1) What is the Peter Principle?
Simply put:
"Everyone rises to their level of incompetence"
or: people get promoted when they are competent, up to the point where they are no longer competent in their job, then they rise no further.
This sounds rather self-evident, but it took until 1969 for it to be formulated, by psychologist Laurence Peter. There are corollaries: that, over time, every post gets filled by an incompetent, and that the real work is done by those who haven't yet arrived at their level of incompetence.
Of course, it was humorous, but undoubtedly gained so much traction because there seemed to be rather more than a grain of truth in it. You can read more about it in the Wikipedia article.
2) The surprising outcome of a scientific study
New Scientist (19-Dec-09) reported studies that came to some unexpected solutions. Stanford's Edward Lazear's modelling suggested people have a baseline competence which is enhanced by some circumstantial factor to the point they perform a particular task (or project) "unusually well". Once they're promoted, that circumstance is gone, and they fall back to their baseline (lesser) competence level.
Further modelling by Alessandro Pluchino et al examined whether ability at one level was a predicator of ability at a higher level. They found it was not so: in fact, promoting the best performers merely removed people from successful position fits. Promotion ended, and the Peter Principle is demonstrated, "locking incompetence in place". On the other hand, promoting poor performers at least removes them from unsuccessful work situations. They thus suggest the best strategy seems to be to:
promote people at random
3) The Simmonds Solution
At the risk of stating the obvious (which, it must be said, Laurence Peter did, to great acclaim), I suggest the solution is to:
Rotate non-stellar performers into higher positions,
then choose the best for permanent advancement
That way, you'd keep good performers in good positions (and could reward them accordingly), while testing the options for moving people into positions that may suit them better.
Admittedly, rotation is also suggested in the New Scientist article. But I claim provenance with my provisos: that high-performers are excluded from rotation (with appropriate recompense), and that permanent promotion should be the outcome of a successful rotation exercise - without obliging that the position be filled by the best less-than-competent person.
Obvious, isn't it? - once spelt out. Still, if nobody else has articulated this exact solution, I claim naming rights.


TASK GOAL - Report back each line of the records that contains the string "level".

BEGIN

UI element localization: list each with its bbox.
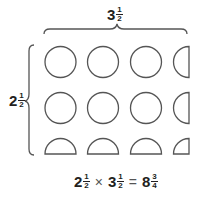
fraction: 1 2 xyxy=(116,6,122,23)
circle-full xyxy=(88,93,119,124)
denominator: 2 xyxy=(83,182,89,190)
fraction: 1 2 xyxy=(18,92,24,109)
circle-half xyxy=(174,47,190,78)
equation: 2 1 2 × 3 1 2 = 8 3 4 xyxy=(74,173,158,190)
fraction: 3 4 xyxy=(151,173,157,190)
left-brace xyxy=(25,45,34,155)
denominator: 4 xyxy=(151,182,157,190)
circle-full xyxy=(131,47,162,78)
circle-half xyxy=(131,139,162,155)
whole-number: 8 xyxy=(142,174,150,189)
factor-1: 2 1 2 xyxy=(74,173,90,190)
result: 8 3 4 xyxy=(142,173,158,190)
top-label: 3 1 2 xyxy=(107,6,123,23)
multiply-sign: × xyxy=(95,174,103,190)
circle-full xyxy=(88,47,119,78)
circle-half xyxy=(45,139,76,155)
whole-number: 3 xyxy=(107,7,115,22)
factor-2: 3 1 2 xyxy=(108,173,124,190)
circle-quarter xyxy=(174,139,190,155)
circle-half xyxy=(88,139,119,155)
whole-number: 2 xyxy=(74,174,82,189)
fraction: 1 2 xyxy=(83,173,89,190)
equals-sign: = xyxy=(129,174,137,190)
fraction: 1 2 xyxy=(117,173,123,190)
circle-full xyxy=(45,47,76,78)
top-brace xyxy=(44,24,187,34)
denominator: 2 xyxy=(116,15,122,23)
whole-number: 3 xyxy=(108,174,116,189)
circle-full xyxy=(131,93,162,124)
circle-half xyxy=(174,93,189,124)
denominator: 2 xyxy=(18,101,24,109)
circle-full xyxy=(45,93,76,124)
denominator: 2 xyxy=(117,182,123,190)
left-label: 2 1 2 xyxy=(9,92,25,109)
whole-number: 2 xyxy=(9,93,17,108)
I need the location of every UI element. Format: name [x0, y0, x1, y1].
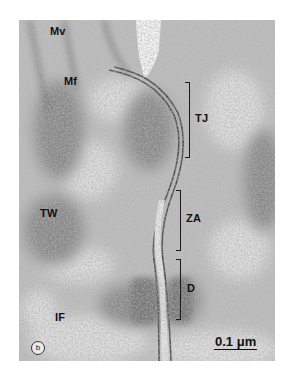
label-microfilaments: Mf [64, 75, 77, 87]
label-microvilli: Mv [50, 25, 66, 37]
label-intermediate-filaments: IF [55, 311, 65, 323]
label-zonula-adherens: ZA [186, 212, 201, 224]
tight-junction-bracket [185, 82, 190, 158]
scale-bar: 0.1 μm [214, 335, 257, 350]
micrograph-texture [19, 20, 275, 361]
panel-label: b [31, 341, 45, 355]
desmosome-bracket [176, 259, 181, 320]
label-terminal-web: TW [40, 207, 58, 219]
zonula-adherens-bracket [176, 190, 181, 251]
label-desmosome: D [187, 282, 195, 294]
label-tight-junction: TJ [195, 112, 208, 124]
electron-micrograph: Mv Mf TW IF TJ ZA D b 0.1 μm [19, 20, 275, 361]
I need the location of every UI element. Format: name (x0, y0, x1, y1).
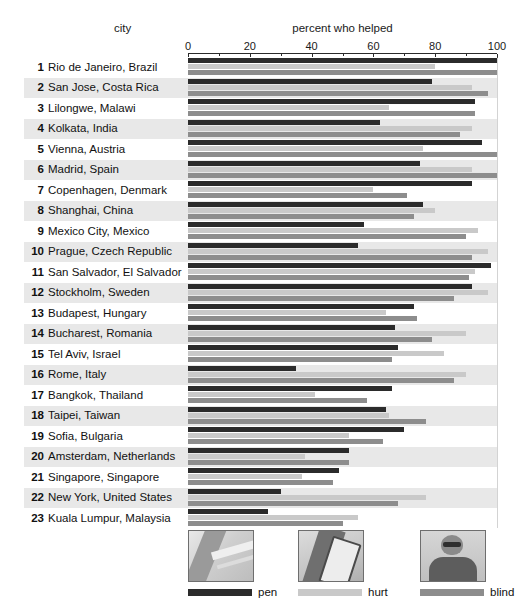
row-rank: 17 (24, 389, 44, 401)
legend-swatch-pen (188, 589, 252, 596)
x-axis-tick-labels: 020406080100 (188, 40, 497, 53)
bar-hurt (188, 208, 435, 213)
photo-hurt-leg (298, 530, 364, 582)
bar-blind (188, 152, 497, 157)
row-city-label: Stockholm, Sweden (48, 286, 185, 298)
bar-blind (188, 132, 460, 137)
legend-item-blind: blind (420, 530, 526, 598)
bar-pen (188, 304, 414, 309)
row-bars (188, 406, 497, 427)
row-city-label: Prague, Czech Republic (48, 245, 185, 257)
row-rank: 23 (24, 512, 44, 524)
chart-row: 18Taipei, Taiwan (0, 406, 526, 427)
legend-label-pen: pen (258, 586, 277, 598)
row-bars (188, 508, 497, 529)
bar-pen (188, 243, 358, 248)
x-tick-label-60: 60 (367, 40, 379, 52)
bar-hurt (188, 249, 488, 254)
bar-blind (188, 357, 392, 362)
row-rank: 12 (24, 286, 44, 298)
row-bars (188, 283, 497, 304)
bar-pen (188, 222, 364, 227)
bar-blind (188, 193, 407, 198)
row-rank: 21 (24, 471, 44, 483)
bar-blind (188, 439, 383, 444)
bar-hurt (188, 105, 389, 110)
chart-row: 22New York, United States (0, 488, 526, 509)
row-rank: 4 (24, 122, 44, 134)
bar-pen (188, 79, 432, 84)
bar-hurt (188, 269, 475, 274)
x-tick-30 (281, 54, 282, 56)
row-city-label: Amsterdam, Netherlands (48, 450, 185, 462)
sunglasses-icon (443, 542, 461, 547)
chart-row: 1Rio de Janeiro, Brazil (0, 57, 526, 78)
row-city-label: Bangkok, Thailand (48, 389, 185, 401)
row-bars (188, 262, 497, 283)
bar-hurt (188, 351, 444, 356)
bar-blind (188, 316, 417, 321)
row-rank: 22 (24, 491, 44, 503)
bar-blind (188, 378, 454, 383)
row-city-label: Kolkata, India (48, 122, 185, 134)
bar-pen (188, 181, 472, 186)
chart-row: 20Amsterdam, Netherlands (0, 447, 526, 468)
axis-title: percent who helped (188, 22, 497, 34)
row-rank: 11 (24, 266, 44, 278)
bar-pen (188, 263, 491, 268)
x-tick-label-100: 100 (488, 40, 506, 52)
bar-hurt (188, 372, 466, 377)
row-bars (188, 98, 497, 119)
legend-label-blind: blind (490, 586, 514, 598)
bar-hurt (188, 495, 426, 500)
row-city-label: Shanghai, China (48, 204, 185, 216)
chart-row: 4Kolkata, India (0, 119, 526, 140)
bar-blind (188, 419, 426, 424)
bar-blind (188, 173, 497, 178)
row-city-label: Rio de Janeiro, Brazil (48, 61, 185, 73)
legend-swatch-blind (420, 589, 484, 596)
bar-hurt (188, 310, 386, 315)
row-rank: 9 (24, 225, 44, 237)
row-rank: 13 (24, 307, 44, 319)
row-bars (188, 242, 497, 263)
photo-blind-man (420, 530, 486, 582)
bar-pen (188, 120, 380, 125)
row-city-label: Copenhagen, Denmark (48, 184, 185, 196)
bar-hurt (188, 167, 472, 172)
bar-blind (188, 398, 367, 403)
row-bars (188, 467, 497, 488)
bar-hurt (188, 290, 488, 295)
chart-page: city percent who helped 020406080100 1Ri… (0, 0, 526, 616)
row-bars (188, 324, 497, 345)
x-tick-50 (343, 54, 344, 56)
bar-hurt (188, 413, 389, 418)
row-city-label: San Salvador, El Salvador (48, 266, 185, 278)
chart-row: 11San Salvador, El Salvador (0, 262, 526, 283)
city-column-header: city (60, 22, 185, 34)
row-city-label: Tel Aviv, Israel (48, 348, 185, 360)
row-rank: 6 (24, 163, 44, 175)
row-rank: 16 (24, 368, 44, 380)
chart-row: 13Budapest, Hungary (0, 303, 526, 324)
row-bars (188, 426, 497, 447)
row-rank: 1 (24, 61, 44, 73)
chart-row: 7Copenhagen, Denmark (0, 180, 526, 201)
chart-row: 6Madrid, Spain (0, 160, 526, 181)
row-rank: 2 (24, 81, 44, 93)
chart-row: 5Vienna, Austria (0, 139, 526, 160)
bar-pen (188, 345, 398, 350)
bar-blind (188, 460, 349, 465)
bar-blind (188, 255, 472, 260)
bar-hurt (188, 433, 349, 438)
row-city-label: Singapore, Singapore (48, 471, 185, 483)
chart-row: 17Bangkok, Thailand (0, 385, 526, 406)
row-bars (188, 365, 497, 386)
bar-pen (188, 366, 296, 371)
bar-pen (188, 161, 420, 166)
row-rank: 15 (24, 348, 44, 360)
chart-row: 19Sofia, Bulgaria (0, 426, 526, 447)
chart-row: 10Prague, Czech Republic (0, 242, 526, 263)
row-bars (188, 221, 497, 242)
chart-row: 16Rome, Italy (0, 365, 526, 386)
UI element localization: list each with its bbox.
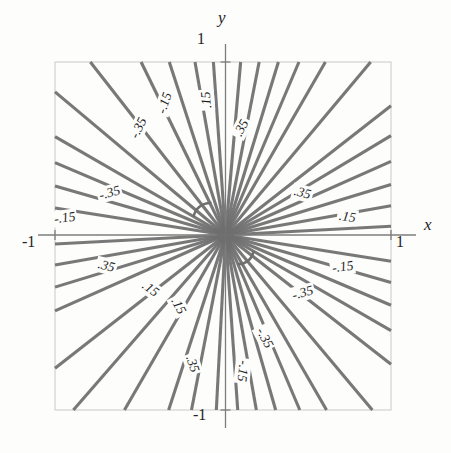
y-tick-positive-one: 1: [197, 30, 205, 48]
contour-level-label: .15: [336, 208, 359, 227]
x-axis-label: x: [424, 215, 432, 235]
x-tick-positive-one: 1: [396, 233, 404, 251]
contour-plot-canvas: [0, 0, 451, 453]
contour-level-label: .15: [198, 89, 216, 111]
y-axis-label: y: [218, 8, 226, 28]
x-tick-negative-one: -1: [22, 233, 35, 251]
contour-level-label: -.15: [233, 358, 252, 385]
y-tick-negative-one: -1: [193, 406, 206, 424]
contour-plot-figure: y x 1 -1 1 -1 -.35-.15.15.35-.35-.15.35.…: [0, 0, 451, 453]
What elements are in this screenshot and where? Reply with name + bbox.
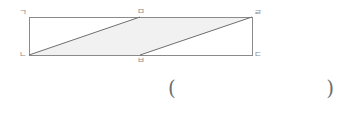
vertex-label-bottom-right: ㄷ [254, 50, 262, 59]
vertex-label-top-middle: ㅁ [137, 7, 145, 16]
close-paren: ) [326, 78, 334, 98]
shaded-parallelogram [29, 17, 252, 55]
answer-blank[interactable]: ( ) [168, 74, 334, 102]
vertex-label-bottom-middle: ㅂ [137, 56, 145, 65]
open-paren: ( [168, 78, 176, 98]
vertex-label-top-right: ㄹ [254, 8, 262, 17]
vertex-label-top-left: ㄱ [19, 8, 27, 17]
vertex-label-bottom-left: ㄴ [19, 50, 27, 59]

END

TASK RESULT -
contour-level-label: .15: [336, 208, 359, 227]
contour-level-label: .15: [198, 89, 216, 111]
contour-level-label: -.15: [233, 358, 252, 385]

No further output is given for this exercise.